Patient intermediate outcomes
- Patient beliefs/attitudes such as improved trust, perceived racism
- Utilization of health services
- Patient experience and satisfaction, such as improved perceptions of care
- Patient health behaviors, such as tobacco use or health-seeking behaviors
- Use of preventive services, and other access to care measures
- K.
Final health or patient-centered health outcomes, including but not limited to:
- Improved mental health outcomes, such as depression, substance use
- Improved medical health outcomes, such as reduction in obesity, kidney disease, heart disease, breast cancer, sickle cell disease
- L.
Adverse effects; unintended negative consequences of interventions
KQ 5: What is the effectiveness of organizational or structural interventions for promoting culturally appropriate care for each of the priority populations across providers?
Table 1 provides the PICOTS by the Key Questions, and Figure 2 shows the analytic framework.
Methods Overview
Because each of the populations of interest is categorically different from the others, unique search algorithms, inclusion/exclusion criteria, and decision rules for identifying the included literature set were established for each population. Figure 3 illustrates the hierarchy used to identify relevant studies. In the screening process, all the populations of interest were similar in that the study design needed to test an intervention that was part of the formal health care system (e.g., located at clinic, led by nurse, or treatment of a specific health condition that could be delivered within the formal health care system) and that it went beyond framing the study as addressing a health disparity by using an intervention explicitly tailored to be more culturally competent. For the disability and LGBT populations, studies that passed through screening to this level were included. Because the racial/ethnic minority populations have a longer history of cultural competence interventions, we further required that the study explicitly tested the cultural competency component of the intervention.

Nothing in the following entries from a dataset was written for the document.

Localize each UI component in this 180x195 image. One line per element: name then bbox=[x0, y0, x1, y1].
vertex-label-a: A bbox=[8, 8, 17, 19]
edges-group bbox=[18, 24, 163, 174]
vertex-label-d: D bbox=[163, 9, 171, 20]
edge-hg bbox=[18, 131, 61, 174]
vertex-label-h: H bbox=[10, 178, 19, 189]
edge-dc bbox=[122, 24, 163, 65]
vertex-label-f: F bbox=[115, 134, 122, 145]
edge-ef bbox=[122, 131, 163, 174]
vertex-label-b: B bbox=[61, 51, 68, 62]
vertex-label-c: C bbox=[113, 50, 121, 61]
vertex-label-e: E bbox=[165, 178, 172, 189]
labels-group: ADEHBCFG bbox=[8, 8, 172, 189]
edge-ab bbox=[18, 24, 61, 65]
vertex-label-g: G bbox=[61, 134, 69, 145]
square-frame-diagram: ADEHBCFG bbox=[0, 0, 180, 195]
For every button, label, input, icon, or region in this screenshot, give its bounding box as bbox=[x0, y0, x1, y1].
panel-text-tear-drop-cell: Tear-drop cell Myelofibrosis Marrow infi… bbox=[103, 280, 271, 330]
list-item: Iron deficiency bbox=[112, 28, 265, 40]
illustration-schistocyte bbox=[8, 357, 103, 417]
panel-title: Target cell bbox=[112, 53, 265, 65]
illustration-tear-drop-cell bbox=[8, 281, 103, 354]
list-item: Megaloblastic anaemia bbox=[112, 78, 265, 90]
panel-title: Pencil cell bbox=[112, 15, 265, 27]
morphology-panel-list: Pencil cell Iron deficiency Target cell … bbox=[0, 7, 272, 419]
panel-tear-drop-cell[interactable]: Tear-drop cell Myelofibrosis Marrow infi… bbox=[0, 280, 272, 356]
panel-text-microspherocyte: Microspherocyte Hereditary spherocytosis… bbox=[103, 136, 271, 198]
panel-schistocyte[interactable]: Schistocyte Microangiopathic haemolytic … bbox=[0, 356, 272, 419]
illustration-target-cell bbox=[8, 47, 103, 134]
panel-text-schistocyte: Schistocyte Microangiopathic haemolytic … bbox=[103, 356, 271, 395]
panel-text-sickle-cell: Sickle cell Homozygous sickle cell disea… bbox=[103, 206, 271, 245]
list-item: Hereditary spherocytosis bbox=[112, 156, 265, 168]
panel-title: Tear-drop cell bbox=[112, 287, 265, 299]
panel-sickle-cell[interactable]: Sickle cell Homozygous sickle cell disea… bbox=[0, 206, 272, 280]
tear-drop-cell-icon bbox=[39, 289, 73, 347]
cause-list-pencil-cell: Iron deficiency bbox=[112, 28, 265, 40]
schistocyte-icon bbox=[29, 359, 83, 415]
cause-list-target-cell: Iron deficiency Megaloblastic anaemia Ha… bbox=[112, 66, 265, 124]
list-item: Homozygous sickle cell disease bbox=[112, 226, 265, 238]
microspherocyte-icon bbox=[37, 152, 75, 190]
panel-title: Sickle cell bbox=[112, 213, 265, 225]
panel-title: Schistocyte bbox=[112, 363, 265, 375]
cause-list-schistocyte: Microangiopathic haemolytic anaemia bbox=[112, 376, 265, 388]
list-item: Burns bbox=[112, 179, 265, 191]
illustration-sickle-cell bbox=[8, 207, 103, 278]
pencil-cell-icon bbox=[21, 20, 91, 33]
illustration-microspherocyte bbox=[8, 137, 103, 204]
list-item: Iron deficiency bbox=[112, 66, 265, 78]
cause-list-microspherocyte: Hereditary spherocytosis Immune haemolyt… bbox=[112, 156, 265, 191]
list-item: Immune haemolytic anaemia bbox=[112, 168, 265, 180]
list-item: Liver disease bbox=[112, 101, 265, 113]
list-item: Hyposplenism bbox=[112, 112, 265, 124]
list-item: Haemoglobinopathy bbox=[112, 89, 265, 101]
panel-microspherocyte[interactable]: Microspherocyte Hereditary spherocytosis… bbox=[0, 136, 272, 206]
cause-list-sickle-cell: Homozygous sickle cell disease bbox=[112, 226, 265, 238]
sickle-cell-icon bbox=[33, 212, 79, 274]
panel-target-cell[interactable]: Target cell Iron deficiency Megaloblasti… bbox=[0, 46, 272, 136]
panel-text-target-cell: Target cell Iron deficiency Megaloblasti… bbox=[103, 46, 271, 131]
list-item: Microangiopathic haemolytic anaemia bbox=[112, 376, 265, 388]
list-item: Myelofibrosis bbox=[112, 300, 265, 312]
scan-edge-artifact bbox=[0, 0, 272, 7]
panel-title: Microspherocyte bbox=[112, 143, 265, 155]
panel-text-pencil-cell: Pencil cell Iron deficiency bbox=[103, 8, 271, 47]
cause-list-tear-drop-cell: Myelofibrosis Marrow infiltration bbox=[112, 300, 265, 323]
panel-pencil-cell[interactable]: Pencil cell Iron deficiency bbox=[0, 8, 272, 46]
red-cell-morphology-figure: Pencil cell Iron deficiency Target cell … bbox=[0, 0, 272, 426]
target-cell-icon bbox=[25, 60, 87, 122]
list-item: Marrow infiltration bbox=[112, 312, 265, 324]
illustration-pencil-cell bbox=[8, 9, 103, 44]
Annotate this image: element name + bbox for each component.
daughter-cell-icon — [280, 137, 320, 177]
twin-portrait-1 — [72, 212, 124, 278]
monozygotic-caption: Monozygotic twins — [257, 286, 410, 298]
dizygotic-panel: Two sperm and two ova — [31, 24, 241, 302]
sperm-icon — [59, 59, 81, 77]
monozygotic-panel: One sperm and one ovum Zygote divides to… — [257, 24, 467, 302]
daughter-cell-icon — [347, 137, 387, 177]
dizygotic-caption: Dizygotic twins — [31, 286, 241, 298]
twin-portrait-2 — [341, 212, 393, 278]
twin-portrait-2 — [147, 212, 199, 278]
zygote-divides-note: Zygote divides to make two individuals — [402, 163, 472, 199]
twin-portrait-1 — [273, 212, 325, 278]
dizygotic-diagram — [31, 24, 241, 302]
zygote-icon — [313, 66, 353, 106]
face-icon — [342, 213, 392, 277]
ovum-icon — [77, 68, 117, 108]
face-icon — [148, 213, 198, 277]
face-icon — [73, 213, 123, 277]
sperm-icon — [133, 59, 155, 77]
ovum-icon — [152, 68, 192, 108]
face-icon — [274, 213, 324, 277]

Studies that specifically addressed cultural competence varied in the degree to which interventions were tailored to incorporate key components of cultural competence and the directness of the test of culturally competent health care. For racial/ethnic minority populations, we excluded interventions in which cultural tailoring was limited to language translation, patient-provider concordance, or culturally-tailored media (e.g., brochures, videos). The intervention had to be designed to improve cultural competence of the health care system. Only translating or adding multicultural features to materials was not sufficient.
We anticipated sufficient literature to apply full systematic review methods including possible meta-analysis. Anticipated methods were outlined in the protocol. However, given the paucity of literature identified using systematic review search methods, the heterogeneity of the study populations and interventions, small study samples, the lack of details for complex interventions and comparators, and the high risk of bias assessment for most of the included studies, we determined the strength of evidence for cultural competence interventions, in general, to be insufficient, and thus we were unable to draw meaningful conclusions from the literature. Therefore, results are summarized in evidence tables and qualitatively synthesized by common characteristics of interventions and outcome measures. Barriers to forming inferences from study results are also presented. Where we were able to use previously published systematic reviews that evaluated strength of evidence, we report that review's strength of evidence finding.